Thinking in this way helped me reflect on how I do my job, working with politicians or proposing policy solutions. I realise I can choose whether to use rational, instrumental stories, like models or scenarios; or more emotional, personal or place-based stories about what life might be like. What would work to try to engage decision-makers in the first place? After all, we have long known that shouting about the science is not enough. What combination of techniques would work best? How could these different authors of low-carbon stories work together? Maybe we should be asking economists to emote, and activists to help develop IAMs. And have environmental advocates, with an understandable anxiety about credibility, leaned too far toward rational modelling and forgotten about emotional and affective appeals? I came away thinking that those of us trying to steer a low-carbon future need to be more conscious about the way we present those futures – and their alternatives.
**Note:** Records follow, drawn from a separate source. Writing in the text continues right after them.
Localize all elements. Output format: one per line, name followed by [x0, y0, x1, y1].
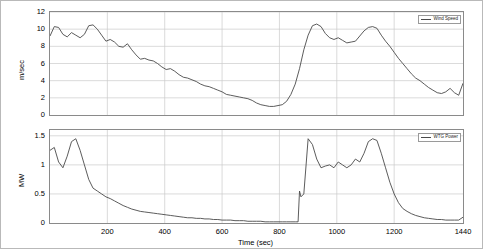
ytick-top-8: 8: [21, 41, 45, 50]
wind-speed-plot-panel: Wind Speed: [49, 11, 464, 116]
xtick-600: 600: [208, 227, 236, 236]
xtick-1200: 1200: [380, 227, 408, 236]
ytick-top-10: 10: [21, 24, 45, 33]
xtick-1440: 1440: [449, 227, 477, 236]
figure: Wind Speed 0 2 4 6 8 10 12 m/sec WTG Pow…: [9, 7, 474, 242]
ytick-top-0: 0: [21, 110, 45, 119]
xtick-200: 200: [93, 227, 121, 236]
legend-label: Wind Speed: [433, 17, 458, 22]
wtg-power-plot-svg: [50, 130, 463, 223]
ytick-top-12: 12: [21, 7, 45, 16]
xtick-400: 400: [151, 227, 179, 236]
ylabel-wind-speed: m/sec: [17, 59, 26, 79]
ytick-bottom-0: 0: [21, 218, 45, 227]
wind-speed-plot-svg: [50, 12, 463, 115]
wind-speed-legend: Wind Speed: [418, 15, 461, 24]
legend-label: WTG Power: [433, 135, 458, 140]
xtick-800: 800: [265, 227, 293, 236]
chart-figure-container: Wind Speed 0 2 4 6 8 10 12 m/sec WTG Pow…: [0, 0, 483, 249]
wtg-power-plot-panel: WTG Power: [49, 129, 464, 224]
ytick-bottom-0p5: 0.5: [21, 189, 45, 198]
legend-line-swatch: [421, 19, 431, 20]
ytick-bottom-1p5: 1.5: [21, 131, 45, 140]
xlabel-time: Time (sec): [226, 238, 286, 247]
ylabel-mw: MW: [17, 173, 26, 186]
xtick-1000: 1000: [323, 227, 351, 236]
wtg-power-legend: WTG Power: [418, 133, 461, 142]
ytick-bottom-1: 1: [21, 160, 45, 169]
ytick-top-2: 2: [21, 93, 45, 102]
legend-line-swatch: [421, 137, 431, 138]
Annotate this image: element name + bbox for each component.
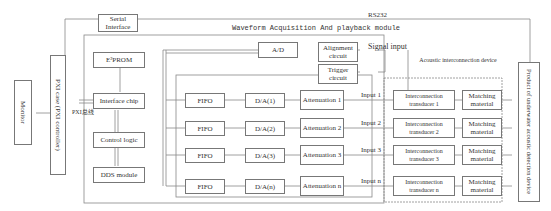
da-box: D/A(3) [245,148,285,163]
attenuation-box: Attenuation 2 [300,118,344,138]
trigger-circuit-box: Trigger circuit [318,64,358,84]
fifo-box: FIFO [185,121,225,136]
alignment-circuit-box: Alignment circuit [318,42,358,62]
matching-material-box: Matching material [462,90,502,110]
product-box: Product of underwater acoustic detection… [518,62,540,202]
da-box: D/A(1) [245,93,285,108]
input-label: Input n [361,177,381,185]
matching-material-box: Matching material [462,145,502,165]
rs232-label: RS232 [368,11,387,19]
interface-chip-box: Interface chip [93,93,145,109]
transducer-box: Interconnection transducer 1 [393,90,455,110]
da-box: D/A(n) [245,179,285,194]
input-label: Input 3 [361,146,381,154]
matching-material-box: Matching material [462,118,502,138]
fifo-box: FIFO [185,179,225,194]
transducer-box: Interconnection transducer 2 [393,118,455,138]
attenuation-box: Attenuation 1 [300,90,344,110]
control-logic-box: Control logic [93,132,145,148]
module-title: Waveform Acquisition And playback module [232,24,400,32]
fifo-box: FIFO [185,148,225,163]
da-box: D/A(2) [245,121,285,136]
input-label: Input 2 [361,119,381,127]
pxi-case-box: PXI case (PXI controller) [50,55,66,175]
attenuation-box: Attenuation 3 [300,145,344,165]
matching-material-box: Matching material [462,176,502,196]
serial-interface-box: Serial Interface [98,14,138,32]
monitor-box: Monitor [14,80,32,145]
dds-module-box: DDS module [93,167,145,183]
ad-box: A/D [258,42,298,58]
e2prom-box: E²PROM [93,52,145,68]
transducer-box: Interconnection transducer 3 [393,145,455,165]
acoustic-device-label: Acoustic interconnection device [418,56,498,64]
attenuation-box: Attenuation n [300,176,344,196]
input-label: Input 1 [361,91,381,99]
fifo-box: FIFO [185,93,225,108]
signal-input-label: Signal input [368,42,407,51]
transducer-box: Interconnection transducer n [393,176,455,196]
pxi-bus-label: PXI总线 [72,107,94,116]
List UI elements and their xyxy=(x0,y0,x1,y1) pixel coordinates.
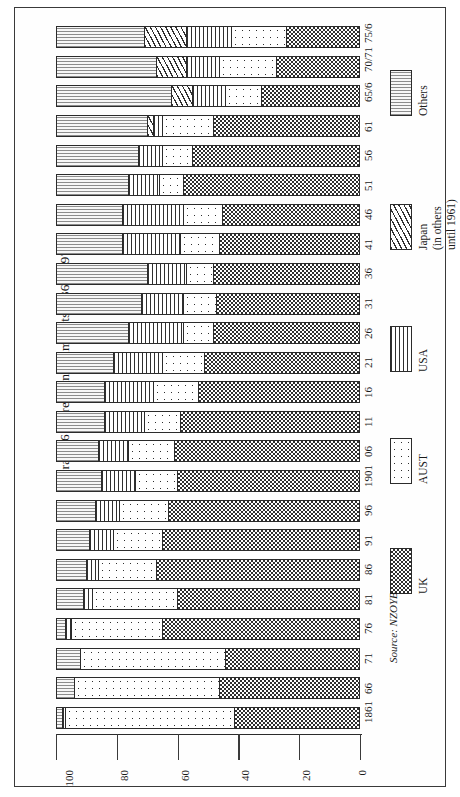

Don’t worry, I haven’t forgotten the PURV lurking in the headline. PURV stands for Personal URban Vehicle, a product of my colleagues’ wilder flights of fancy, during a particularly memorable session when we were asked to design our own low-carbon interventions. The PURV, they explained, is a teeny tiny matchbox-sized car, beautifully designed and personalised, giving you everything you desire from car culture without the inconvenience, expense or pollution of an actual vehicle. And the best thing about it is that you can clip it to your handlebars when you cycle along Dutch canals looking at tulips. That’s my kind of future. I’m sold.

 

Decarbonized Futures: Narrating Low Carbon Societies was organised by Harriet Bulkeley, Maarten Hajer, Johannes Stripple, Rob Raven and Janet Stewart, at the University of Leiden’s Lorentz Centre. Thanks to them and my fellow participants for a memorable week.